Intel showed the 32 threads of a Raptor Lake processor in Windows 11’s task manager. The company first demonstrated how the Blender program fully loaded all cores. Then Intel minimized Blender and performed a compute-intensive operation in Adobe After Effects. Blender was still taking the threads of the efficient cores and loading them 100 percent in the background, while the powerful cores did the math for After Effects.

Raptor Lake is the successor to Alder Lake and the first processors should appear this year. The most powerful processor of the Raptor Lake generation will offer 24 cores and 32 threads; this concerns eight so-called Performance cores and sixteen Efficient cores. Jim Johnson of Intel’s Client Computing Group promised “double-digit” performance gains over today’s Alder Lake, without providing further details. The processors will be socket and BGA compatible with Alder Lake systems. Intel further mentioned the combination with an upcoming M.2 module that can provide hardware acceleration for computational work related to artificial intelligence.

Meteor Lake, Arrow Lake and Lunar Lake

At its Intel Investor event, the company gave a glimpse into the future. Meteor Lake and Arrow Lake, for example, should appear in 2023 and 2024, respectively. These are processor generations that Intel makes on its ‘Intel 4’ node, or 7nm process, and which consist of several chiplets. Intel connects these together via EMIB, which stands for embedded die interconnect bridge, and it uses its Foveros technique for stacking chips on a single package. Meteor Lake will receive an integrated GPU based on the Xe architecture and an accelerator for AI compute loads.

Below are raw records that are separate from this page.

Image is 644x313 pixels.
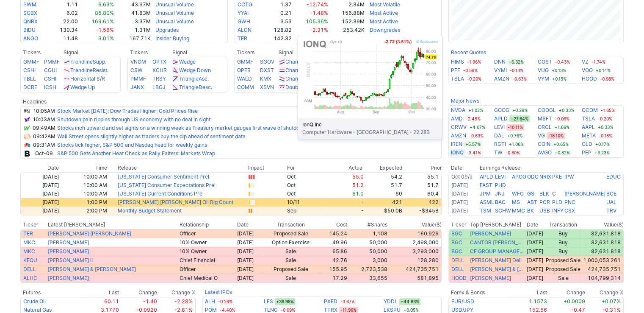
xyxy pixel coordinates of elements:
[20,98,32,106] th: Headlines
[352,129,357,135] span: •
[470,257,521,263] a: [PERSON_NAME] Dell
[44,67,57,73] a: CGUI
[352,182,364,189] span: 51.2
[538,66,549,75] a: VUG
[48,248,89,254] a: [PERSON_NAME]
[49,34,78,43] td: 11.48
[462,67,479,74] span: -0.56%
[63,48,121,57] th: Signal
[98,35,114,41] span: 3.01%
[506,133,524,139] span: +0.76%
[238,10,249,16] a: YYAI
[495,75,509,83] a: AMZN
[131,76,146,82] a: PMMF
[115,26,151,34] td: 1.31M
[309,10,328,16] span: -1.48%
[538,123,551,132] a: ORCL
[364,189,403,198] td: 60
[552,199,563,205] a: PLD
[32,124,57,133] td: 09:49AM
[262,26,292,34] td: 128.82
[451,132,466,140] a: AMZN
[594,67,612,74] span: +0.14%
[20,163,59,172] th: Date
[495,149,503,157] a: TW
[71,67,109,73] a: TrendlineResist.
[352,190,364,197] span: 61.0
[285,84,313,90] a: Double Top
[527,173,538,180] a: ODC
[24,59,39,65] a: GMMF
[495,199,506,205] a: BAC
[512,190,524,197] a: WFC
[118,199,233,205] a: [PERSON_NAME] [PERSON_NAME] Oil Rig Count
[155,35,189,41] a: Insider Buying
[582,132,596,140] a: META
[538,149,551,157] a: AVGO
[205,289,232,295] a: Latest IPOs
[260,59,274,65] a: SGOV
[248,163,287,172] th: Impact
[538,75,549,83] a: VYM
[328,9,365,17] td: 156.88M
[59,181,108,189] td: 10:00 AM
[507,124,525,131] span: -10.11%
[32,141,57,150] td: 09:31AM
[20,181,59,189] td: [DATE]
[155,10,194,16] a: Unusual Volume
[48,230,132,237] a: [PERSON_NAME] [PERSON_NAME]
[198,76,209,82] span: Asc.
[470,275,511,281] a: [PERSON_NAME]
[324,298,338,306] a: PXED
[287,163,326,172] th: For
[452,248,462,254] a: BGC
[48,275,89,281] a: [PERSON_NAME]
[24,275,37,281] a: ALHC
[607,173,620,180] a: EDUC
[59,172,108,181] td: 10:00 AM
[285,59,313,65] a: Channel Up
[495,140,506,149] a: RGTI
[480,199,495,205] a: ASML
[512,207,525,214] a: MMC
[452,239,462,246] a: BGC
[451,98,479,104] b: Major News
[24,10,37,16] a: SGBX
[403,172,442,181] td: 55.1
[238,2,253,7] a: CCTG
[302,121,438,128] b: IonQ Inc
[552,173,562,180] a: PKE
[552,190,556,197] a: C
[262,9,292,17] td: 0.21
[512,199,520,205] a: MS
[539,207,550,214] a: USB
[24,76,36,82] a: TBLL
[24,298,45,304] a: Crude Oil
[452,257,465,263] a: DELL
[262,17,292,26] td: 3.53
[24,230,33,237] a: TER
[237,59,253,65] a: GMMF
[495,106,509,115] a: GOOG
[117,163,248,172] th: Release
[451,106,465,115] a: NVDA
[364,181,403,189] td: 51.7
[597,124,615,131] span: +0.33%
[92,18,114,24] span: 169.61%
[495,58,506,66] a: DNN
[547,133,565,139] span: -18.10%
[44,84,56,90] a: ICSH
[465,115,482,122] span: -2.45%
[32,133,57,141] td: 09:42AM
[48,266,136,272] a: [PERSON_NAME] & [PERSON_NAME]
[564,199,576,205] a: PNC
[153,67,166,73] a: XCUR
[287,172,326,181] td: Oct
[451,115,463,123] a: AMD
[551,67,568,74] span: +0.13%
[469,124,486,131] span: +4.07%
[205,298,215,306] a: ALH
[470,266,525,272] a: [PERSON_NAME] & [PERSON_NAME] Foundation
[582,115,595,123] a: TSLA
[452,190,468,197] a: [DATE]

By 2024, Intel hopes to deploy its 20A node. Intel claims to be in the ngström era, but the node can be qualified as a ‘2nm’ process. From 2024, Lunar Lake will be at 18A. In its own words, Intel focuses mainly on the combination of economy and performance. Intel may then use Arrow Lake for more powerful systems and Lunar Lake for more efficient devices in 2024, but the company has not yet provided details about this.